Kimberly Hill ’24, the owner of the small embroidery business Sunrise Hill LLC, similarly expressed her admiration for the quilt project, especially as one of the student vendors represented at Community Art Day. To create a more inclusive community that helps to bridge the divide that Romero alluded to, Hill suggests that the College hosts more pop-up opportunities for student art vendors so that they can better engage with others in the Williamsburg locale.

“I actually think it’d be super cool if the school could put on a relatively large vendor style pop up market for students to kind of dip their toes into the realm of entrepreneurship and also express [their] creative liberties,” Hill said. “It’s a really good way for the community to see us not just as students, but as a larger whole.”

Bailey Anderson ’26, another student art vendor who specializes in jewelry, further praised the collegial aspect of Community Art Day that she especially enjoyed.

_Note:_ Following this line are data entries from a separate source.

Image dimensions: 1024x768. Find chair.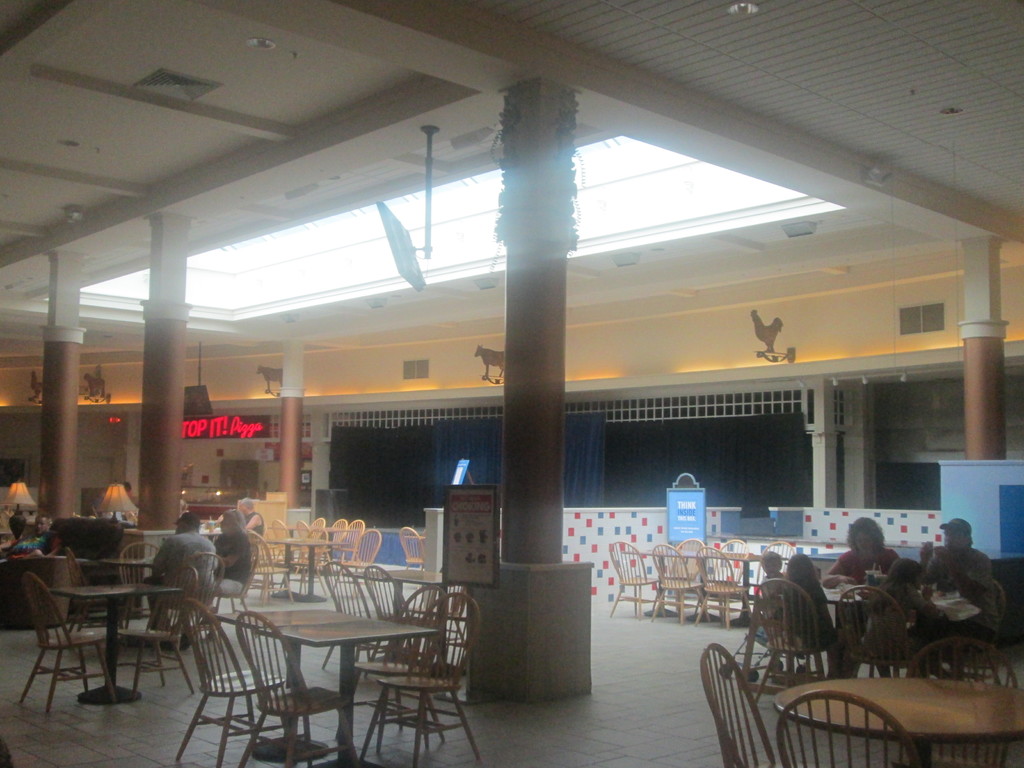
<box>743,540,794,618</box>.
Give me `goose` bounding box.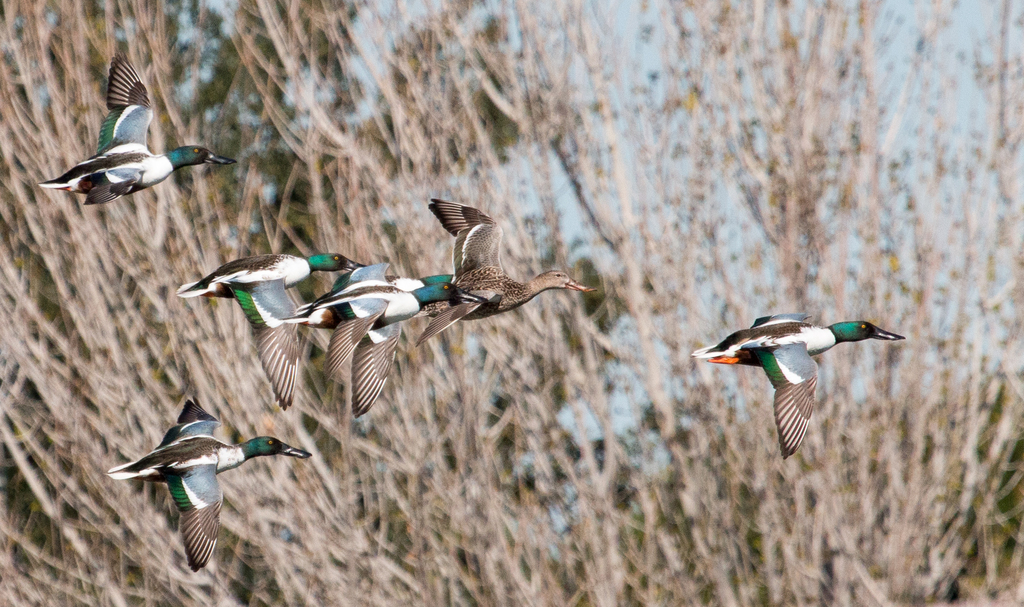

“It’s very collaborative,” Anderson said. “We’re getting to meet new people that are also selling and trying to get their businesses out there.”

Hill shared similar sentiments to Anderson about the opportunity to meet new people in the local community.

“I love seeing other William and Mary students, especially other vendors, and I really enjoy talking to community members,” Hill said.

The positive effects that student vendors experienced from being a part of Community Art Day seem to successfully match the organizers’ original goals of including more students in their vision for the celebratory event.

“We thought [having student artists] would be a really great way to get more students involved than just the people that work here and give them the opportunity to have a platform for the greater community space and then also entice more members of the William and Mary community to come out and see what we’re doing,” Saad said.

Inside the Williamsburg Community Building, the fun continued. Visitors of all ages took part in coloring page activities based on the various works from the Muscarelle collection, and attendees were also encouraged to embellish tote bags featuring a Steve Prince design using fabric markers that were provided by the event organizers.

“It’s hard to say no to a free tote bag,” Tucker said, and it is clear the Williamsburg community agreed.